Natasha Richardson, 1963-2009

Almost exactly two years ago, I was in the front row for a performance of The Year of Magical Thinking, a one-woman show starring Vanessa Redgrave and capturing Joan Didion's experiences and emotions after the loss of her husband and daughter.


Redgrave was, as always, luminous and intense. She's a true theater actor who connects with the audience directly: by holding individual gazes, by talking to (not over) the faces before her, by inviting you — pleading with you — to feel what she is feeling, not as a spectator but as a witness.

Her eyes landed on mine at one point, and stayed there for several lines of dialogue. I felt a jolt of energy, almost a kind of fright. I lost track of the words she was speaking, but their meaning was indelibly imparted: You think this won't happen to you, you think this will never happen to you, you think you're immune. You're not.


Despite her ability to convey that desperation and pain, Natasha Richardson's mother (which is what she really was on that stage — not Vanessa Redgrave, not Joan Didion, but Joely and Natasha's mum) may herself have thought or hoped she was immune and would never feel the anguish of the loss of a child. And embodying grief on the stage is nothing like getting kicked in the gut by it in real life, real death. But I think she'll be able to draw some strength from being in The Year of Magical Thinking, and from her eye-level connections to the audience. Transforming individual experience into something universal — making us all feel human and connected — is the best of what art can do. Even when the experience is the worst of what life can bring.

I can't know how it feels to be Natasha Richardson's mother or other family member or friend. All I can do is hope that they all know, somehow, that a lot of us in the "audience" are feeling the pain too. It's smaller and shallower, but it's akin: it's the loss of a part of all of us. Natasha added so much to what Meryl Streep recently called the "aggregate human attempt," and losing her (in the aggregate, in the abstract, at every level) just hurts.


I guess I'm feeling that thing people try to express with the phrase "our hearts go out to you." At least, something's gone out of my heart today.

Thank you, Natasha, for bringing your unique art and magic to the stage and screen. We miss you already.

6 comments :: Natasha Richardson, 1963-2009

  1. You have totally made my day. My week, in fact. Perhaps all of 2009. Do this, OK?

  2. I am so relieved that I no longer have to kick your ass for not writing publicly anymore. But, believe me, I was ready. Lovely, lovely thoughtful post. Thank you.

  3. Absolutely beautiful post.

  4. Thank you for this. And you know that I (and many other people) would LOVE to continue reading your writing.

  5. I am away for a day and come back to see you have a blog. Yay! Like linster, this made my week as well. I love reading what you have to say.

  6. Loved your post, great read. Hope you#ll keep this up.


__Task goal__:
Once the line holding "This screenshot has height=347, width=716." is found in the entries below, transcribe exactly every line up to and including the one holding "Task: Click on the span: Reminders", but leave out the pictures.

__Exercise materials__:
● ● ● ● ●

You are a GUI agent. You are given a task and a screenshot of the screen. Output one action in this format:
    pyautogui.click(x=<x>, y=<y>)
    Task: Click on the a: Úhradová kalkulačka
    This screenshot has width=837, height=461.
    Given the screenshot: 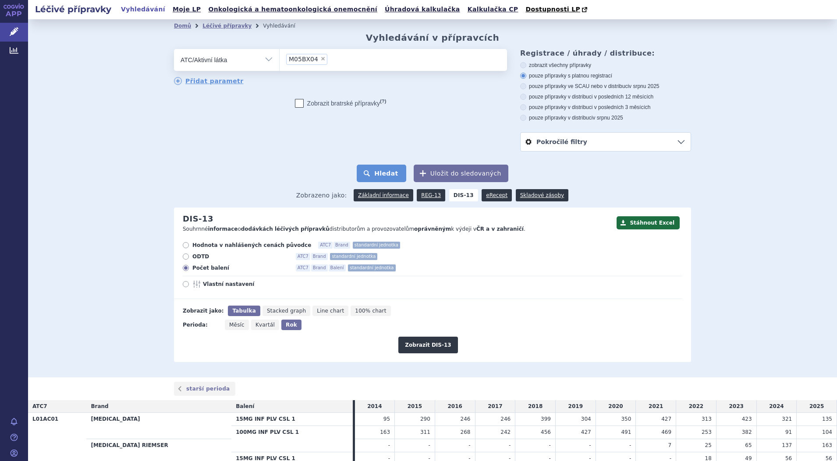 What is the action you would take?
    pyautogui.click(x=422, y=9)
    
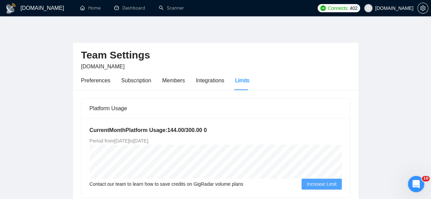  What do you see at coordinates (216, 55) in the screenshot?
I see `h2: Team Settings` at bounding box center [216, 55].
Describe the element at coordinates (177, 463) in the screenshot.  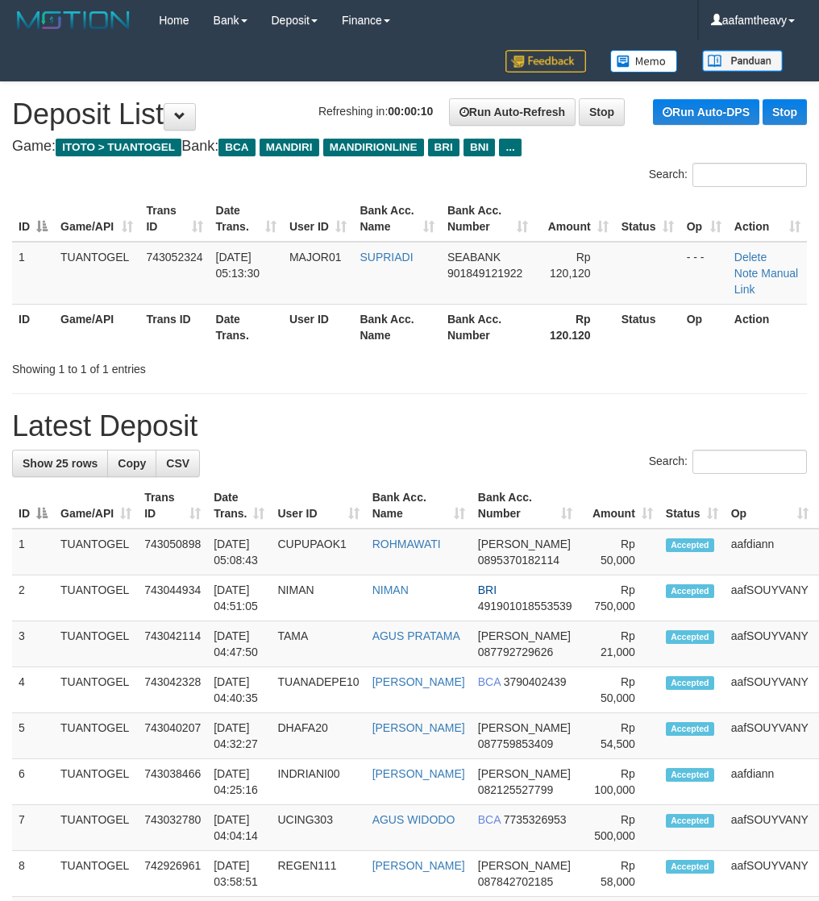
I see `span: CSV` at that location.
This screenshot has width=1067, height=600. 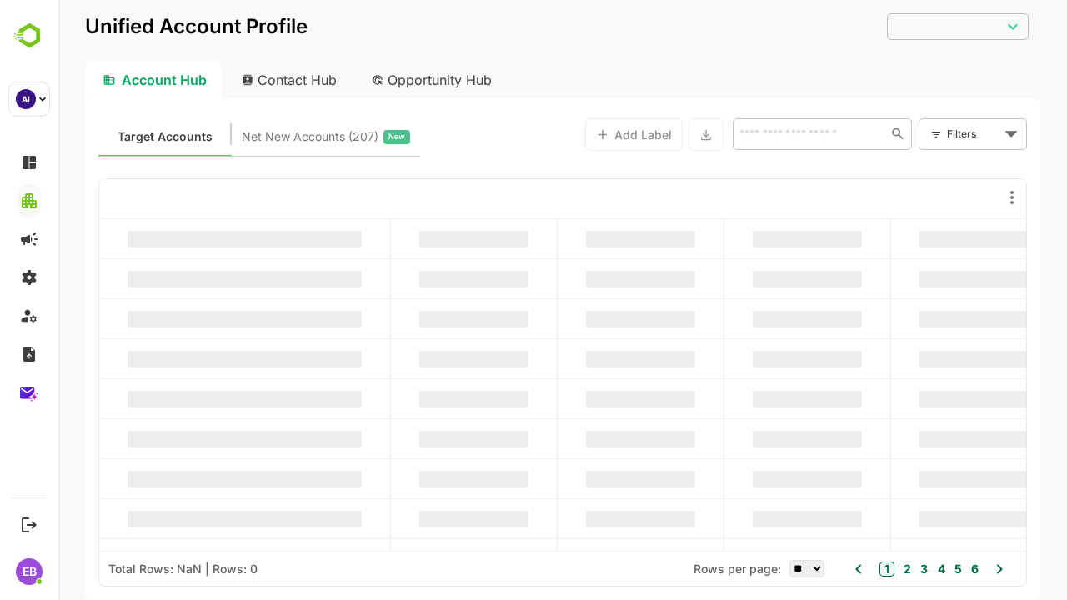 What do you see at coordinates (252, 137) in the screenshot?
I see `span: Net New Accounts ( 207 )` at bounding box center [252, 137].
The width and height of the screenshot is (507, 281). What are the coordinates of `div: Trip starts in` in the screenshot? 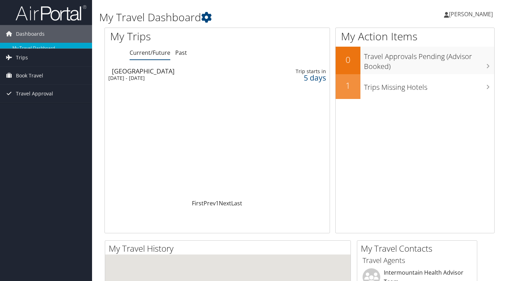 It's located at (301, 71).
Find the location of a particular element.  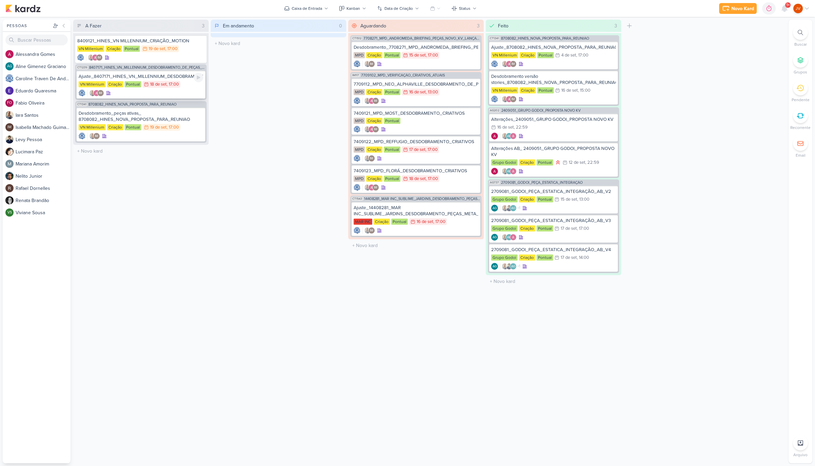

div: Desdobramento_peças ativas_ 8708082_HINES_NOVA_PROPOSTA_PARA_REUNIAO is located at coordinates (141, 117).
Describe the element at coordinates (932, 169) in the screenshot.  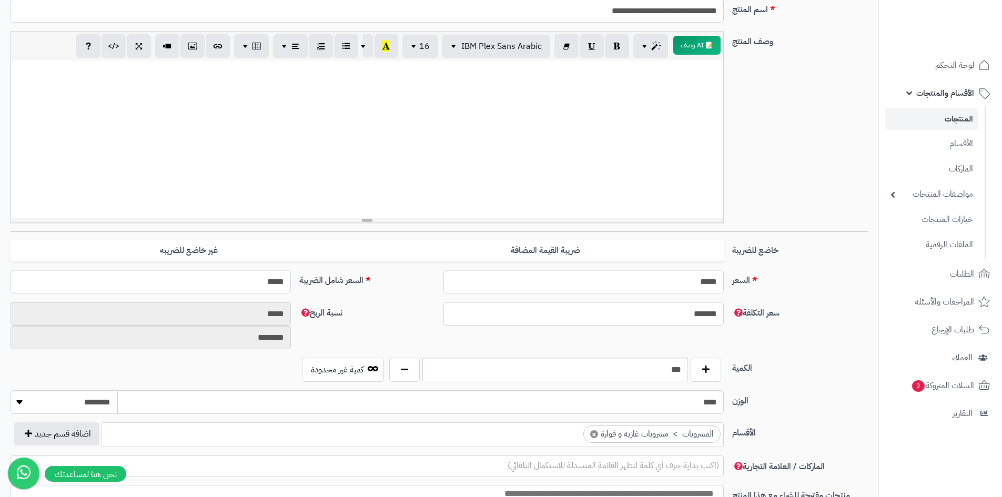
I see `a: الماركات` at that location.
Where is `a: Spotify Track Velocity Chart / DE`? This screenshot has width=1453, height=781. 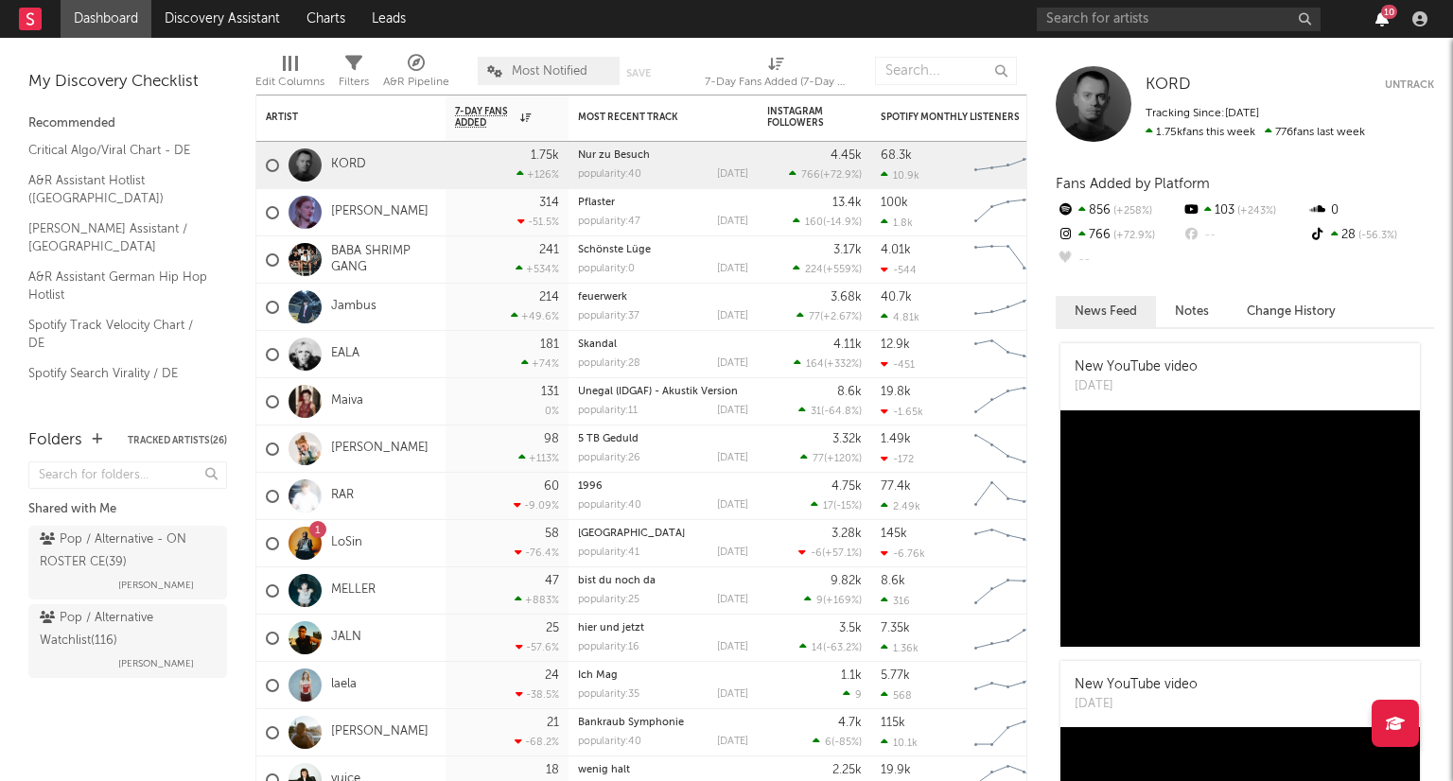 a: Spotify Track Velocity Chart / DE is located at coordinates (118, 334).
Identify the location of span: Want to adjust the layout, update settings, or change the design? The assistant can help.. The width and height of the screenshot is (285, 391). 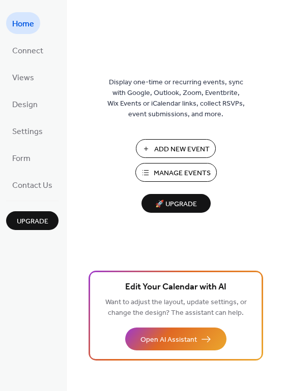
(176, 308).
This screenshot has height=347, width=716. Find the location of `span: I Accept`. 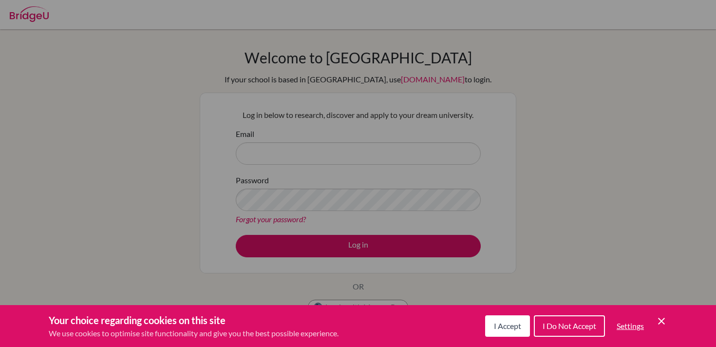

span: I Accept is located at coordinates (507, 325).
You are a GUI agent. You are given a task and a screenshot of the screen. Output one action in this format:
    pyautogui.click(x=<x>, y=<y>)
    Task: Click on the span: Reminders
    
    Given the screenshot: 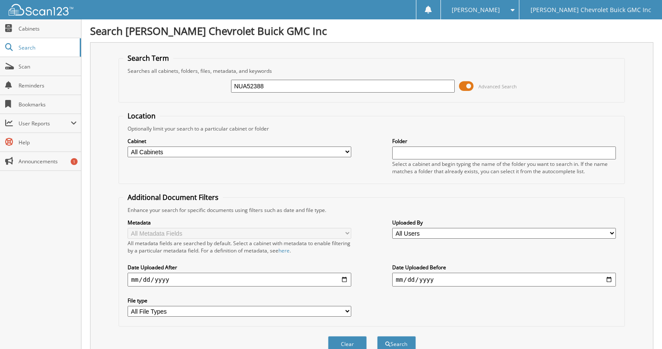 What is the action you would take?
    pyautogui.click(x=47, y=85)
    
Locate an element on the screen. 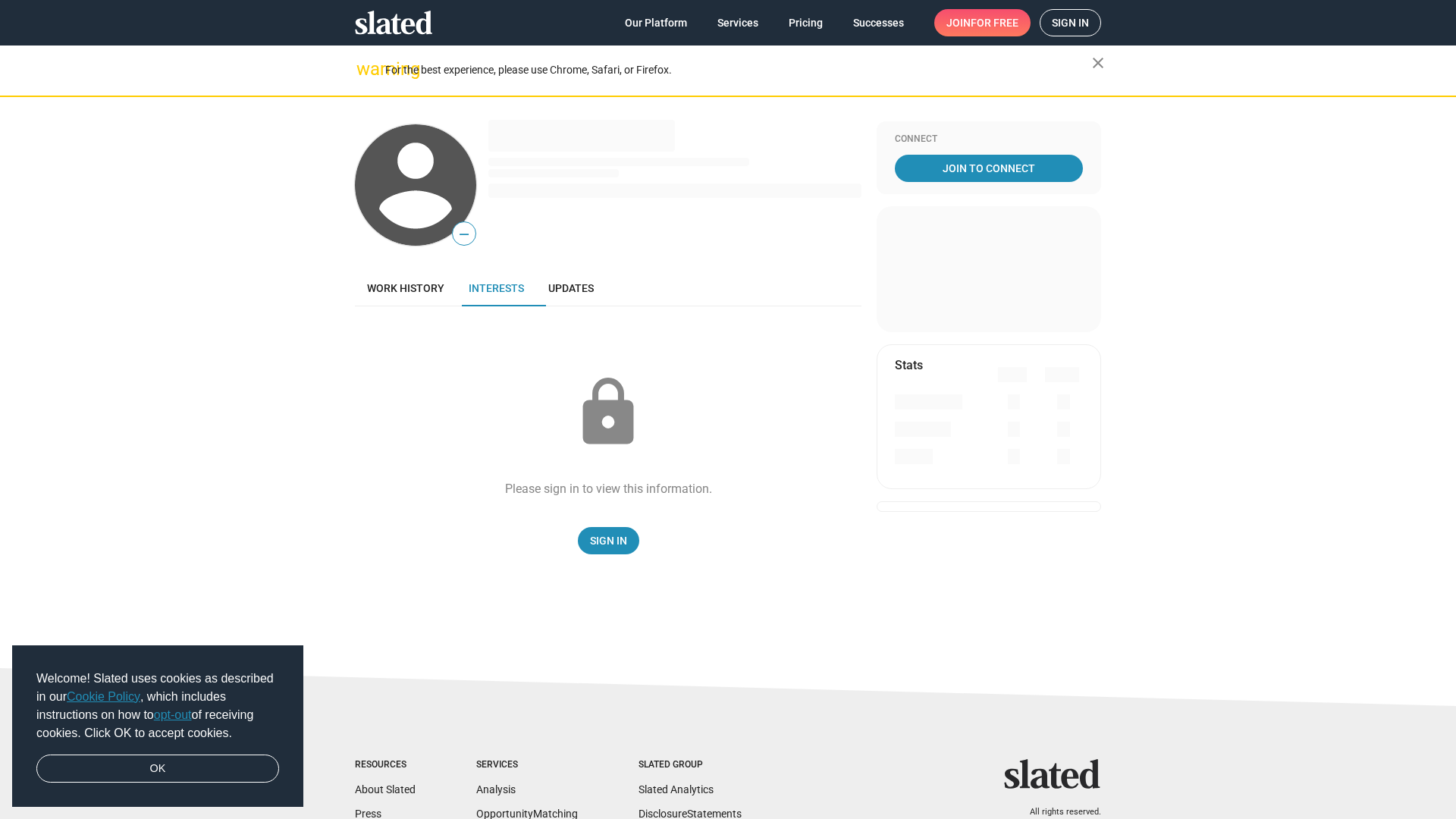 This screenshot has height=819, width=1456. a: Services is located at coordinates (738, 23).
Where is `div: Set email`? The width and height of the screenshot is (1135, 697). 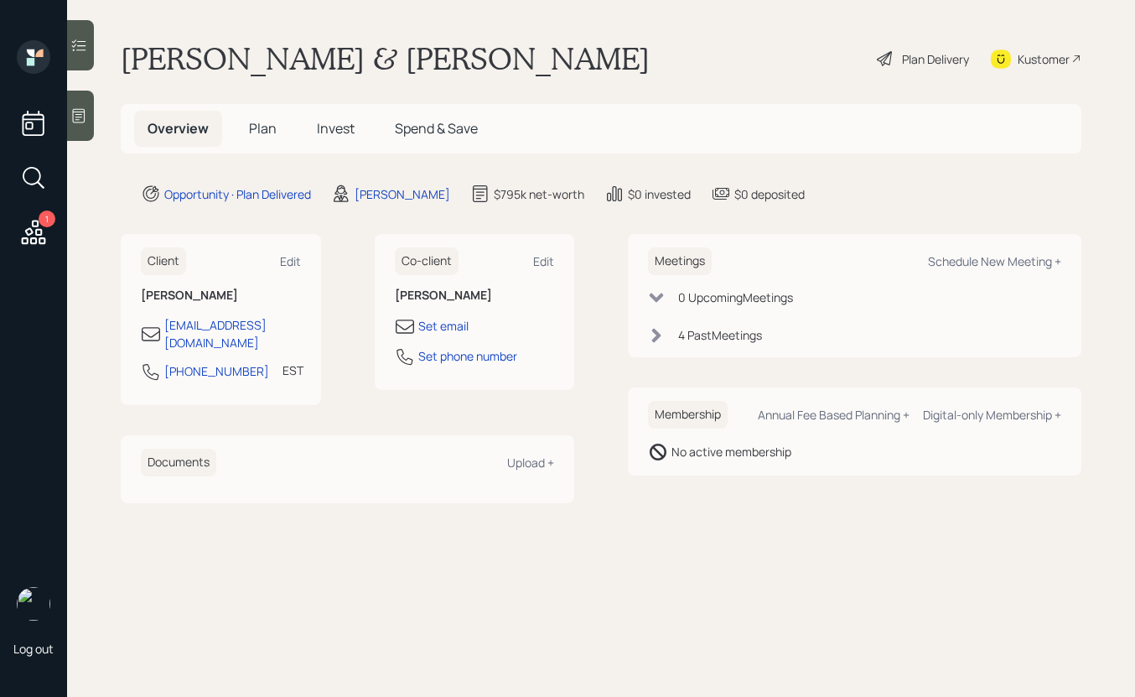
div: Set email is located at coordinates (444, 325).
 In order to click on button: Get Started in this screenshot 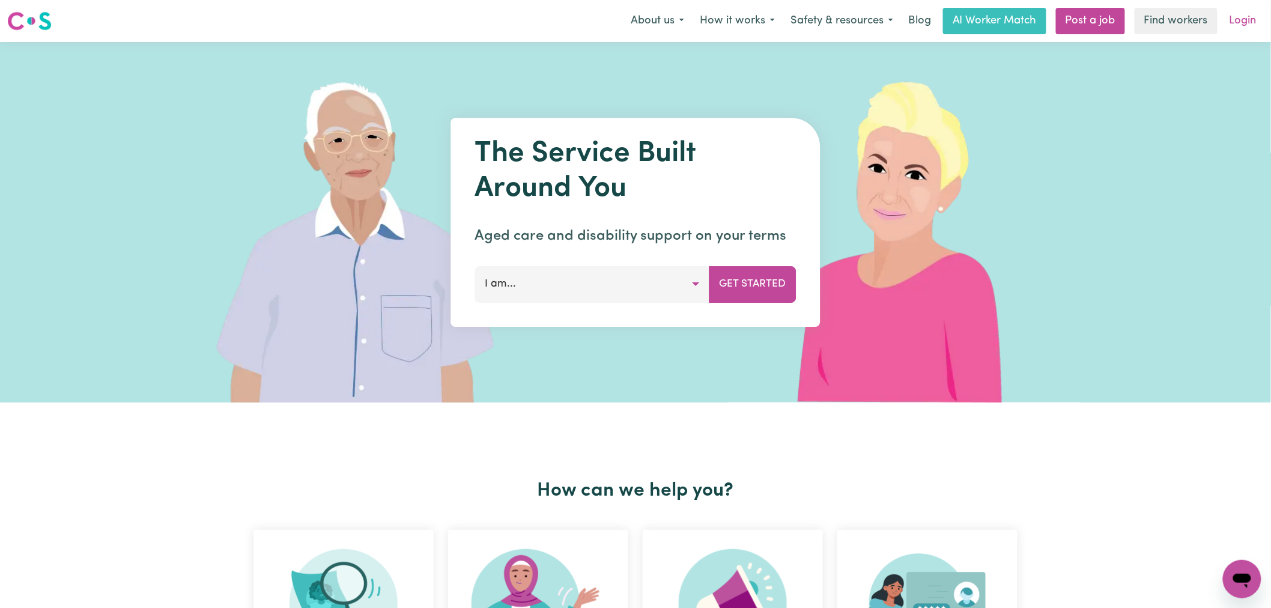, I will do `click(752, 284)`.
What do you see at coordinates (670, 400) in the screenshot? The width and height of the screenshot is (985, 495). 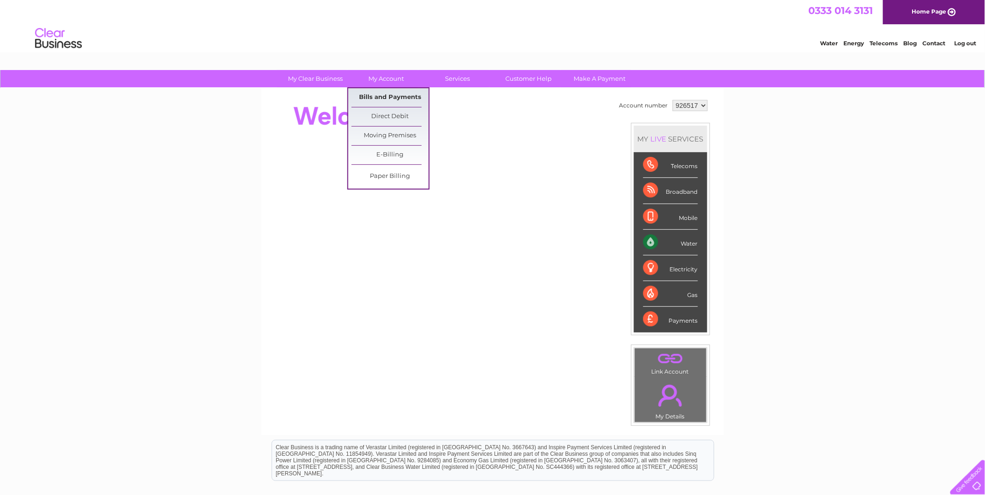 I see `td: My Details` at bounding box center [670, 400].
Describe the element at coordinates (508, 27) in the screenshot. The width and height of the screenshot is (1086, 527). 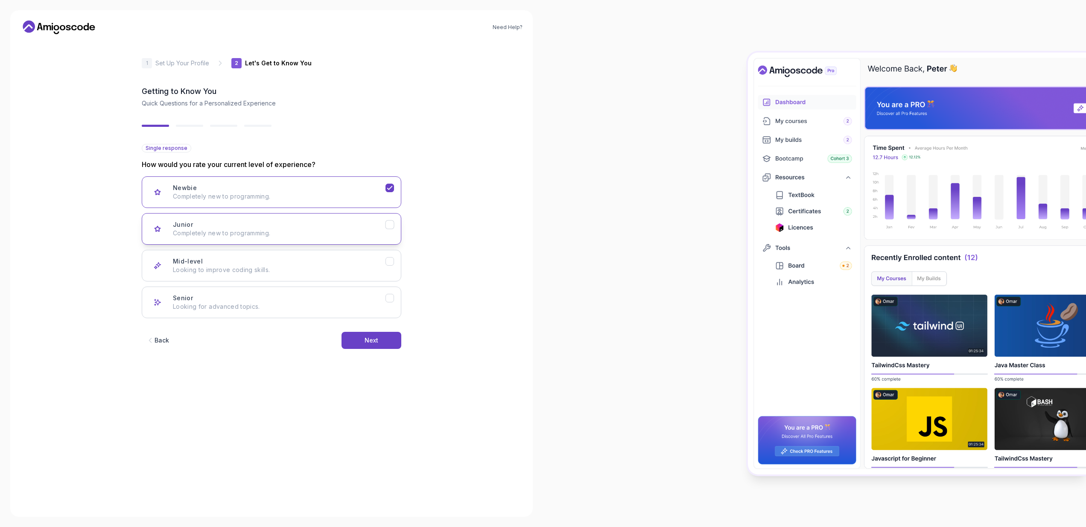
I see `a: Need Help?` at that location.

● ● ● ● ●

__Response to the exercise__:
This screenshot has height=347, width=716. Find the location of `span: I Accept`. 

span: I Accept is located at coordinates (507, 325).
You are a GUI agent. You are given a task and a screenshot of the screen. Output one action in this format:
    pyautogui.click(x=<x>, y=<y>)
    Task: Click on the span: Reminders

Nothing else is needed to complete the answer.